This interview originally appeared on parallax.org
Kaira Jewel Lingo is a Dharma teacher who lived as a nun for fifteen years in the international Plum Village community of Thich Nhat Hanh, where she also led many Wake Up retreats. In this interview by Liz McKellar from Parallax Press, Kaira speaks about her thoughts on Black History Month, the importance and impact of mindfulness and meditation on Black, Indigenous, and People of Color (BIPOC) communities, and her upcoming book on navigating difficult times of transition.
Kaira Jewel Lingo is author of the upcoming book We Were Made for These Times: Skillfully Moving through Change, Loss, and Disruption which is launching in October 2021. It offers accessible advice on navigating difficult times of transition, drawing on Buddhist teachings on impermanence to establish equanimity and resilience.
Why was it important to you, to focus on teaching Mindfulness and Meditation to BIPOC?
Kaira Jewel Lingo: I want to start with a story. After accompanying Thay [Thich Nhat Hanh] and the community on numerous tours through the US and seeing how very white they were, Larry Ward, another Black practitioner, and myself approached Thay and we asked if he would teach a retreat for BIPOC.
He looked at us and then he looked at his skin and he said, “I’m a person of color.” So he agreed, and in 2004, we had our first BIPOC retreat in the Plum Village tradition. We thought we’d get 70 people but four hundred came. It was amazing to see there was so much thirst for the Dharma. When we created a place that was safe, they were so happy to come. I remember that first night of the retreat looking out at a sea of now brown, yellow, red, and black faces was so empowering and remarkable!
When I disrobed and returned to life as a layperson, I really wanted to keep supporting folks of color to have access to the Dharma. It really makes a difference for people to be able to see a teacher who looks like them, to see other people who look like them, who had similar experiences that they had, in terms of facing white supremacy on a daily basis. So every year, beginning in 2015, Marisela Gomez and myself would offer a retreat for folks of color in Baltimore, and that’s become an annual thing.
That was a real love and joy of mine to offer spaces that are welcoming and sensitive to that experience. It’s important for me as someone who also identifies as Black, Indigenous, and a person of color. There’s also something about being able to create spaces for people’s more specific identities—and I identify also as Black—to be able to be in a community where we can unpack the specific experience of being of Black and African descent. That allows for some healing that wouldn’t otherwise be possible for me. So, I might be holding space [for others], but I’m also really deeply benefiting from just connecting.
What is the impact of meditation and mindfulness on the BIPOC individual?
Kaira Jewel Lingo: I feel what’s so powerful about Thay’s [Thich Nhat Hanh’s] teachings is the invitation and the possibility of coming home to ourselves. That has a special meaning for BIPOC folks who have often been kidnapped, and stolen from their homes. Who have been denied the right to establish a home. Who’ve been kicked out of their homes. Who’ve been redlined out of being able to purchase or live in certain places. There’s been a lot of removing BIPOC people from their homes, from their ancestral lands.
So a teaching that helps people to find our true home inside of us is very powerful. This teaching is the teaching of liberation; it’s about getting free, and that has been the deepest thirst for so many “communities of culture” as Resmaa Menakem names it. So the practice of meditation and mindfulness offers a path to liberation in terms of freedom from our suffering, hatred, and internalized violence.
It also can help us to deal with really painful emotions, and not just our own, but our ancestral inheritance that has both incredible beauty and resilience but also traumatic retention and deep suffering. So, [there is] the [Plum Village] practice of Touching the Earth, for example, very powerful practices of transforming ancestral suffering, of taking refuge in the earth. Of letting ourselves be held in something bigger than ourselves as we heal our own and our ancestral trauma, from our family, spiritual lineage and our land ancestors.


▸ Your assignment
Go through the data below and return each line where the string "subscript" occurs.

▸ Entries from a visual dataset
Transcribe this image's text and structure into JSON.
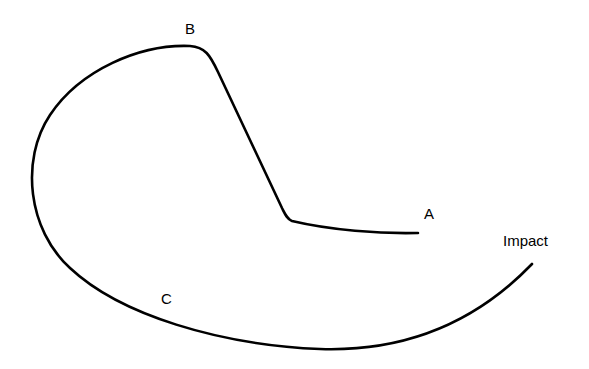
{
  "diagram": {
    "type": "trajectory-path",
    "stroke_color": "#000000",
    "background_color": "#ffffff",
    "labels": {
      "a": "A",
      "b": "B",
      "c": "C",
      "impact": "Impact"
    },
    "path": {
      "description": "Single continuous curve from point A, bending sharply up to peak B, looping around the left side through C, ending at Impact",
      "d": "M 418 233 C 380 234, 330 230, 292 221 C 287 219, 285 214, 282 208 L 218 72 C 210 55, 205 47, 190 46 C 140 44, 80 70, 50 115 C 20 160, 28 230, 70 268 C 120 315, 220 345, 320 349 C 410 352, 480 318, 532 264"
    },
    "anchor_points": [
      {
        "name": "A",
        "x": 418,
        "y": 233
      },
      {
        "name": "corner",
        "x": 290,
        "y": 220
      },
      {
        "name": "B",
        "x": 192,
        "y": 46
      },
      {
        "name": "leftmost",
        "x": 33,
        "y": 180
      },
      {
        "name": "C",
        "x": 160,
        "y": 318
      },
      {
        "name": "bottom",
        "x": 330,
        "y": 349
      },
      {
        "name": "Impact",
        "x": 532,
        "y": 264
      }
    ]
  }
}
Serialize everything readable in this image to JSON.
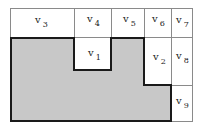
{
  "diagram": {
    "cells": [
      {
        "id": "v3",
        "label": "v",
        "sub": "3"
      },
      {
        "id": "v4",
        "label": "v",
        "sub": "4"
      },
      {
        "id": "v5",
        "label": "v",
        "sub": "5"
      },
      {
        "id": "v6",
        "label": "v",
        "sub": "6"
      },
      {
        "id": "v7",
        "label": "v",
        "sub": "7"
      },
      {
        "id": "v1",
        "label": "v",
        "sub": "1"
      },
      {
        "id": "v2",
        "label": "v",
        "sub": "2"
      },
      {
        "id": "v8",
        "label": "v",
        "sub": "8"
      },
      {
        "id": "v9",
        "label": "v",
        "sub": "9"
      }
    ],
    "colors": {
      "shaded": "#c8c8c8",
      "border": "#8a8a8a",
      "outline": "#1a1a1a"
    }
  }
}
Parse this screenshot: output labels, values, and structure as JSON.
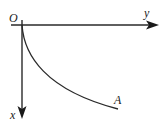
{
  "diagram": {
    "origin_label": "O",
    "horizontal_axis_label": "y",
    "vertical_axis_label": "x",
    "point_label": "A",
    "colors": {
      "stroke": "#2a2a2a",
      "background": "#ffffff"
    }
  }
}
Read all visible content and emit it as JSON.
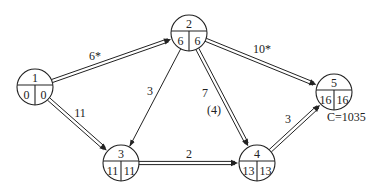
{
  "diagram": {
    "type": "network-planning-graph",
    "nodes": [
      {
        "id": "1",
        "x": 35,
        "y": 87,
        "early": "0",
        "late": "0"
      },
      {
        "id": "2",
        "x": 189,
        "y": 33,
        "early": "6",
        "late": "6"
      },
      {
        "id": "3",
        "x": 121,
        "y": 163,
        "early": "11",
        "late": "11"
      },
      {
        "id": "4",
        "x": 257,
        "y": 163,
        "early": "13",
        "late": "13"
      },
      {
        "id": "5",
        "x": 334,
        "y": 92,
        "early": "16",
        "late": "16"
      }
    ],
    "edges": [
      {
        "from": "1",
        "to": "2",
        "label": "6*",
        "critical": true,
        "label_x": 95,
        "label_y": 60
      },
      {
        "from": "1",
        "to": "3",
        "label": "11",
        "critical": true,
        "label_x": 80,
        "label_y": 117
      },
      {
        "from": "2",
        "to": "3",
        "label": "3",
        "critical": false,
        "label_x": 150,
        "label_y": 95
      },
      {
        "from": "2",
        "to": "4",
        "label": "7",
        "critical": true,
        "label_x": 205,
        "label_y": 97,
        "extra_label": "(4)",
        "extra_x": 214,
        "extra_y": 114
      },
      {
        "from": "2",
        "to": "5",
        "label": "10*",
        "critical": true,
        "label_x": 262,
        "label_y": 53
      },
      {
        "from": "3",
        "to": "4",
        "label": "2",
        "critical": true,
        "label_x": 189,
        "label_y": 158
      },
      {
        "from": "4",
        "to": "5",
        "label": "3",
        "critical": true,
        "label_x": 288,
        "label_y": 123
      }
    ],
    "cost_label": "C=1035",
    "cost_label_x": 327,
    "cost_label_y": 121
  }
}
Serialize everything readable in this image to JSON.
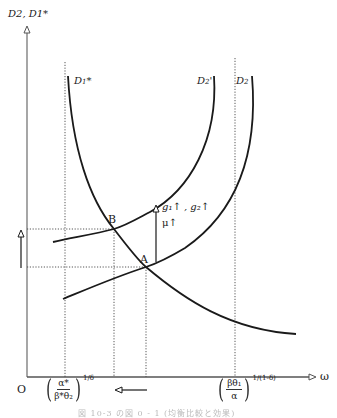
{
  "figure": {
    "y_axis_label": "D2, D1*",
    "x_axis_label": "ω",
    "origin_label": "O",
    "curves": [
      {
        "id": "D1star",
        "label": "D1*",
        "label_main": "D",
        "label_sub": "1",
        "label_sup": "*",
        "shape": "downward-sloping"
      },
      {
        "id": "D2prime",
        "label": "D2'",
        "label_main": "D",
        "label_sub": "2",
        "label_sup": "'",
        "shape": "upward-sloping"
      },
      {
        "id": "D2",
        "label": "D2",
        "label_main": "D",
        "label_sub": "2",
        "label_sup": "",
        "shape": "upward-sloping"
      }
    ],
    "points": [
      {
        "label": "B",
        "description": "intersection of D1* and D2'"
      },
      {
        "label": "A",
        "description": "intersection of D1* and D2"
      }
    ],
    "shift_annotation": {
      "line1": "g₁↑ , g₂↑",
      "line2": "μ↑"
    },
    "x_tick_left": {
      "numerator": "α*",
      "denominator": "β*θ₂",
      "exponent": "1/δ"
    },
    "x_tick_right": {
      "numerator": "βθ₁",
      "denominator": "α",
      "exponent": "1/(1-δ)"
    },
    "arrows": [
      {
        "direction": "up",
        "meaning": "equilibrium D rises"
      },
      {
        "direction": "left",
        "meaning": "equilibrium ω falls"
      }
    ],
    "caption": "図 10-3  の図 0 - 1  (均衡比較と効果)"
  }
}
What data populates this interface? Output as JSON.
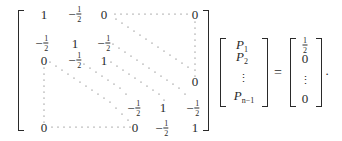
{
  "equation": {
    "matrix": {
      "row1": {
        "c1": "1",
        "c2_sign": "−",
        "c2_num": "1",
        "c2_den": "2",
        "c3": "0",
        "cn": "0"
      },
      "row2": {
        "c1_sign": "−",
        "c1_num": "1",
        "c1_den": "2",
        "c2": "1",
        "c3_sign": "−",
        "c3_num": "1",
        "c3_den": "2"
      },
      "row3": {
        "c1": "0",
        "c2_sign": "−",
        "c2_num": "1",
        "c2_den": "2",
        "c3": "1"
      },
      "row_n_minus_2": {
        "cn": "0"
      },
      "row_n_minus_1": {
        "a_sign": "−",
        "a_num": "1",
        "a_den": "2",
        "b": "1",
        "c_sign": "−",
        "c_num": "1",
        "c_den": "2"
      },
      "row_n": {
        "c1": "0",
        "a": "0",
        "b_sign": "−",
        "b_num": "1",
        "b_den": "2",
        "c": "1"
      }
    },
    "vector_p": {
      "entries": [
        {
          "symbol": "P",
          "subscript": "1"
        },
        {
          "symbol": "P",
          "subscript": "2"
        },
        {
          "symbol": "⋮",
          "subscript": ""
        },
        {
          "symbol": "P",
          "subscript": "n−1"
        }
      ]
    },
    "equals": "=",
    "rhs": {
      "first_num": "1",
      "first_den": "2",
      "second": "0",
      "vdots": "⋮",
      "last": "0"
    },
    "terminator": "."
  }
}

▸ Written reply
          "subscript": "1"
          "subscript": "2"
          "subscript": ""
          "subscript": "n−1"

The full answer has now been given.